Simon Willison — Week of 2026-06-18 to 2026-06-25#

Highlight of the Week#

This week’s absolute standout is the launch of the datasette-apps plugin, which fundamentally transforms how we build micro-applications over local databases. By utilizing tightly constrained iframe sandboxes and Content-Security-Policy headers, developers and LLMs alike can safely run custom HTML/JS interfaces against a persistent Datasette backend. It brilliantly merges Simon’s ongoing experiments with AI-assisted “vibe coding” and robust security architectures into a core ecosystem feature, effectively bridging the gap between Claude Artifacts and secure data environments.

Key Posts#

[Datasette Apps: Host custom HTML applications inside Datasette] · Source Simon details the security and architecture behind datasette-apps, leveraging <iframe sandbox="allow-scripts"> and injected CSP headers to safely execute untrusted JavaScript over authenticated data. Interestingly, he used Claude Fable 5 to evaluate the plugin, which uncovered a severe data exfiltration vulnerability that he promptly patched before locking down domain-allow permissions.

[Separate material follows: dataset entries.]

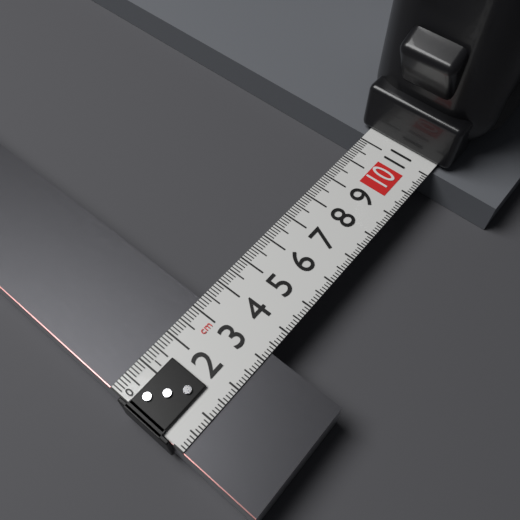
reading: 3.3 cm
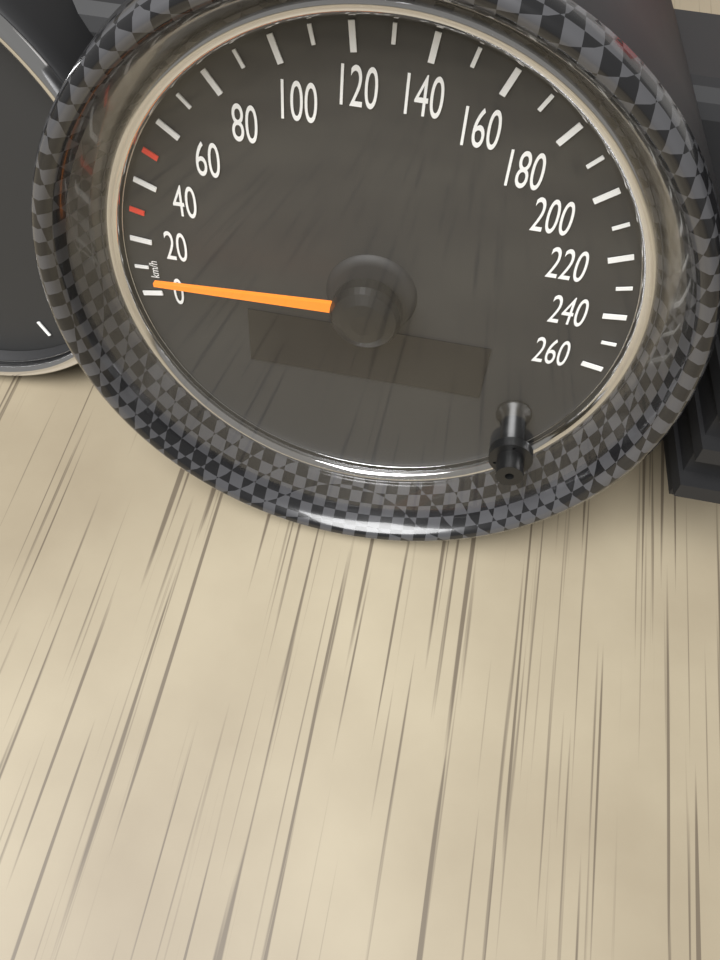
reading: 10 km/h
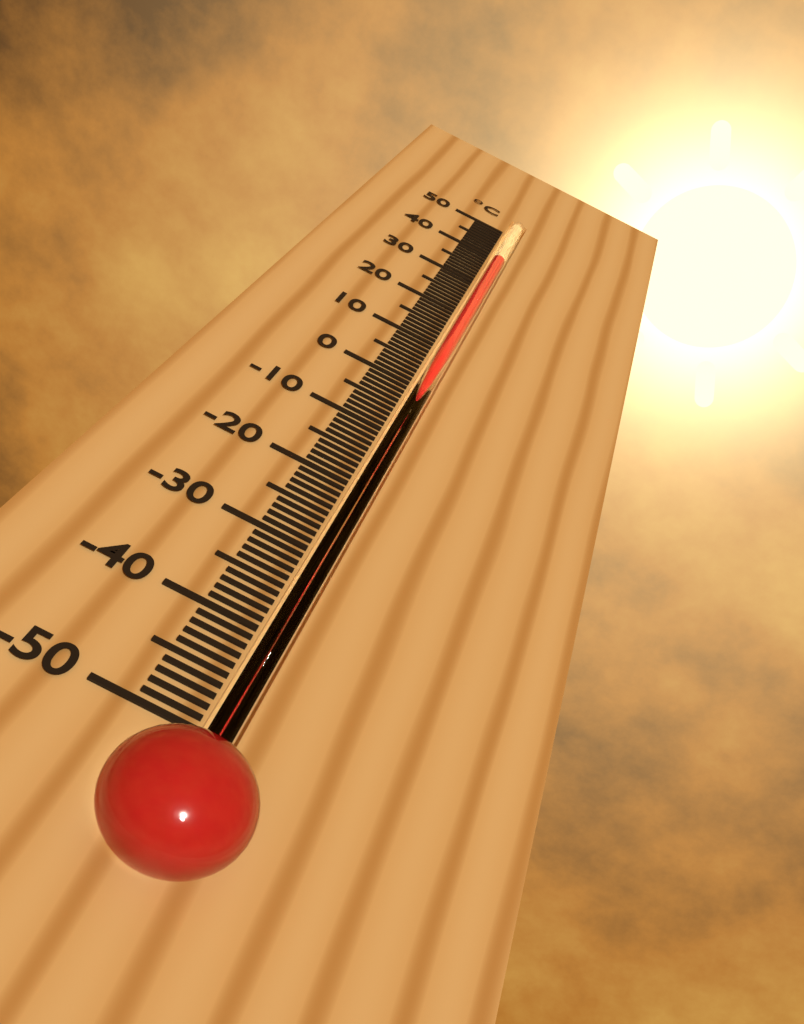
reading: 40 °C
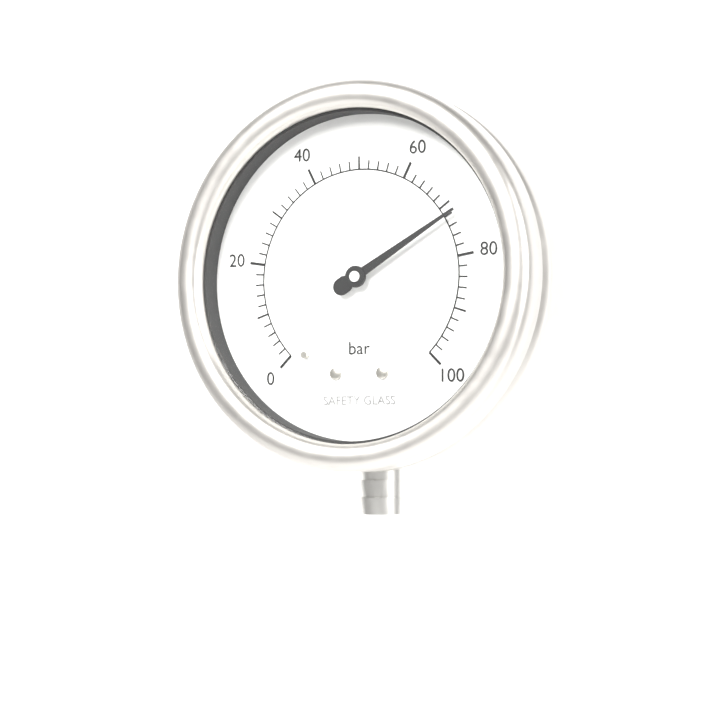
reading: 72 bar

[Porting the Moebius 0.2B image inpainting model to run in the browser with Claude Code] · Source In a masterclass on AI-driven development, Simon used Claude Code (Opus 4.8) to act as a full-stack ML engineer, converting a PyTorch model to ONNX, handling browser caching via the CacheStorage API, and deploying a WebGPU app without writing a single line of code himself. It is a striking demonstration of how autonomous agents can bridge significant domain gaps while the developer works on entirely different primary projects.

[datasette 1.0a35] · Source This major pre-release introduces powerful graphical interfaces for creating and altering tables, shifting Datasette further away from its read-only roots. Users can now seamlessly define columns, constraints, and foreign keys directly via the UI, fully supported by backing JSON APIs and formalized template context variables.

[simonw/browser-compat-db] · Source Showcasing his signature rapid-prototyping workflow, Simon used Claude Code to convert Mozilla’s MDN compatibility data into a ~66MB SQLite database. To get around GitHub Releases lacking open CORS headers, he used GPT-5.5 to write a clever GitHub Actions workflow that force-pushes the DB to an orphan branch, making it instantly queryable in the browser via Datasette Lite.

[Prompt Injection as Role Confusion] · Source Simon highlights research showing that LLMs parse instructions based on stylistic cues rather than structural boundaries, meaning they fundamentally struggle to distinguish privileged system prompts from untrusted user input. The researchers found that simply “destyling” the text dropped attack success rates from 61% to 10%, underscoring that prompt injection will remain a perpetual game of whack-a-mole until models achieve genuine “role perception”.

Project Updates#

It was a massive week of consolidation for the broader SQLite and Datasette ecosystems. Simon shipped sqlite-utils 4.0rc1, which officially brings nested transactions and database migrations (absorbing the sqlite-migrate package) directly into the core library. Across the Datasette front, we saw multiple alpha releases for datasette-apps and datasette-acl to refine multi-user access controls, culminating in the monumental Datasette 1.0a35 release that introduces core table mutation UIs.

Themes#

A dominant theme this week is the maturation of AI “vibe coding” from a novelty into a serious orchestration strategy for shipping functional code across unfamiliar domains like WebGPU and ONNX. We’re seeing Simon actively deploy frontier models to handle heavy architectural tasks, while simultaneously focusing deeply on the stringent security and permission paradigms required to run this untrusted, AI-generated code safely in production.